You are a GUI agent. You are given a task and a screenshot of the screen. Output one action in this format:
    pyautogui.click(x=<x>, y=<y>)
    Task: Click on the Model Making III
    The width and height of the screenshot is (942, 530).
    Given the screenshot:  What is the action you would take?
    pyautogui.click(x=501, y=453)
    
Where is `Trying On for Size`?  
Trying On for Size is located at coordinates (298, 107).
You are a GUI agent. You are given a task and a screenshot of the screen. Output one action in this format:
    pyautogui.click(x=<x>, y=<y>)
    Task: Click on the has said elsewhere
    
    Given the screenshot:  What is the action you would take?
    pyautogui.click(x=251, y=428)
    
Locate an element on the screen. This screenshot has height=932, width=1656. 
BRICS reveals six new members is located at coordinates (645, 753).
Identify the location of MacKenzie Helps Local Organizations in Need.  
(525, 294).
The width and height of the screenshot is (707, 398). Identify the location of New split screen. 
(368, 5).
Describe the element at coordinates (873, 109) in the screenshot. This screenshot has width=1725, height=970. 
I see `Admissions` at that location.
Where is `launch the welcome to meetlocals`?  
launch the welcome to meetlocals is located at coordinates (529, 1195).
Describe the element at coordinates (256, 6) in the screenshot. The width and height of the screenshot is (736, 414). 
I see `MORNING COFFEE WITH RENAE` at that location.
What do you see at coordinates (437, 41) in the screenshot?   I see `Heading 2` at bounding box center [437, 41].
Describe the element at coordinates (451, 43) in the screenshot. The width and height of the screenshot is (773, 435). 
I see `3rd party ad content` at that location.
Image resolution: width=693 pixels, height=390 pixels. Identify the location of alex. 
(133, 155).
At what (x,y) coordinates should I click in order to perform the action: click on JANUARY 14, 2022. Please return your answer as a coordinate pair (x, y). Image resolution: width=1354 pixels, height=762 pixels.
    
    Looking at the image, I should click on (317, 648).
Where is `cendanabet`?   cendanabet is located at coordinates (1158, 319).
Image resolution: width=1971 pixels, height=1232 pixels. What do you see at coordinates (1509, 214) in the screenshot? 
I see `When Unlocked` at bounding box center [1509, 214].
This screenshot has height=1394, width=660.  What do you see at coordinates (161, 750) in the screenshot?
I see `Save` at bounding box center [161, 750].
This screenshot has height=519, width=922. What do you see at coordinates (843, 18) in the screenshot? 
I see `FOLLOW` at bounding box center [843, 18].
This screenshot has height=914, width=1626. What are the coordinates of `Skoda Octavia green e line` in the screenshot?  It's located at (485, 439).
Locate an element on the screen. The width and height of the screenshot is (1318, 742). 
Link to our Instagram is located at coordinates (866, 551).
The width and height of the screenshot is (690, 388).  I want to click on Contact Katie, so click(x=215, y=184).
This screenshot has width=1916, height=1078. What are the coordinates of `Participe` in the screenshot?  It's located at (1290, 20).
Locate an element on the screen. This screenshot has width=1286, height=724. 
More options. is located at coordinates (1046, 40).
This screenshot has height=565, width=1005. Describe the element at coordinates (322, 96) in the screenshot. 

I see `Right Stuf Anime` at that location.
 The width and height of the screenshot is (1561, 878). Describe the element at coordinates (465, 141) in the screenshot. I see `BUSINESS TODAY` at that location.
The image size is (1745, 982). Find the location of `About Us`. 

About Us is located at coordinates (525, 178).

______________________________

> _EXERCISE INSTRUCTIONS_: Each line of the data must be returned exactly.

> _REPLY_:
You are a GUI agent. You are given a task and a screenshot of the screen. Output one action in this format:
    pyautogui.click(x=<x>, y=<y>)
    Task: Click on the Model Making III
    The width and height of the screenshot is (942, 530).
    Given the screenshot:  What is the action you would take?
    pyautogui.click(x=501, y=453)
    
Where is `Trying On for Size`?  
Trying On for Size is located at coordinates (298, 107).
You are a GUI agent. You are given a task and a screenshot of the screen. Output one action in this format:
    pyautogui.click(x=<x>, y=<y>)
    Task: Click on the has said elsewhere
    
    Given the screenshot:  What is the action you would take?
    pyautogui.click(x=251, y=428)
    
Locate an element on the screen. This screenshot has height=932, width=1656. 
BRICS reveals six new members is located at coordinates (645, 753).
Identify the location of MacKenzie Helps Local Organizations in Need.  
(525, 294).
The width and height of the screenshot is (707, 398). Identify the location of New split screen. 
(368, 5).
Describe the element at coordinates (873, 109) in the screenshot. This screenshot has width=1725, height=970. 
I see `Admissions` at that location.
Where is `launch the welcome to meetlocals`?  
launch the welcome to meetlocals is located at coordinates (529, 1195).
Describe the element at coordinates (256, 6) in the screenshot. The width and height of the screenshot is (736, 414). 
I see `MORNING COFFEE WITH RENAE` at that location.
What do you see at coordinates (437, 41) in the screenshot?   I see `Heading 2` at bounding box center [437, 41].
Describe the element at coordinates (451, 43) in the screenshot. The width and height of the screenshot is (773, 435). 
I see `3rd party ad content` at that location.
Image resolution: width=693 pixels, height=390 pixels. Identify the location of alex. 
(133, 155).
At what (x,y) coordinates should I click in order to perform the action: click on JANUARY 14, 2022. Please return your answer as a coordinate pair (x, y). Image resolution: width=1354 pixels, height=762 pixels.
    
    Looking at the image, I should click on (317, 648).
Where is `cendanabet`?   cendanabet is located at coordinates (1158, 319).
Image resolution: width=1971 pixels, height=1232 pixels. What do you see at coordinates (1509, 214) in the screenshot? 
I see `When Unlocked` at bounding box center [1509, 214].
This screenshot has height=1394, width=660.  What do you see at coordinates (161, 750) in the screenshot?
I see `Save` at bounding box center [161, 750].
This screenshot has height=519, width=922. What do you see at coordinates (843, 18) in the screenshot? 
I see `FOLLOW` at bounding box center [843, 18].
This screenshot has height=914, width=1626. What are the coordinates of `Skoda Octavia green e line` in the screenshot?  It's located at (485, 439).
Locate an element on the screen. The width and height of the screenshot is (1318, 742). 
Link to our Instagram is located at coordinates (866, 551).
The width and height of the screenshot is (690, 388).  I want to click on Contact Katie, so click(x=215, y=184).
This screenshot has width=1916, height=1078. What are the coordinates of `Participe` in the screenshot?  It's located at (1290, 20).
Locate an element on the screen. This screenshot has width=1286, height=724. 
More options. is located at coordinates (1046, 40).
This screenshot has height=565, width=1005. Describe the element at coordinates (322, 96) in the screenshot. 

I see `Right Stuf Anime` at that location.
 The width and height of the screenshot is (1561, 878). Describe the element at coordinates (465, 141) in the screenshot. I see `BUSINESS TODAY` at that location.
The image size is (1745, 982). Find the location of `About Us`. 

About Us is located at coordinates (525, 178).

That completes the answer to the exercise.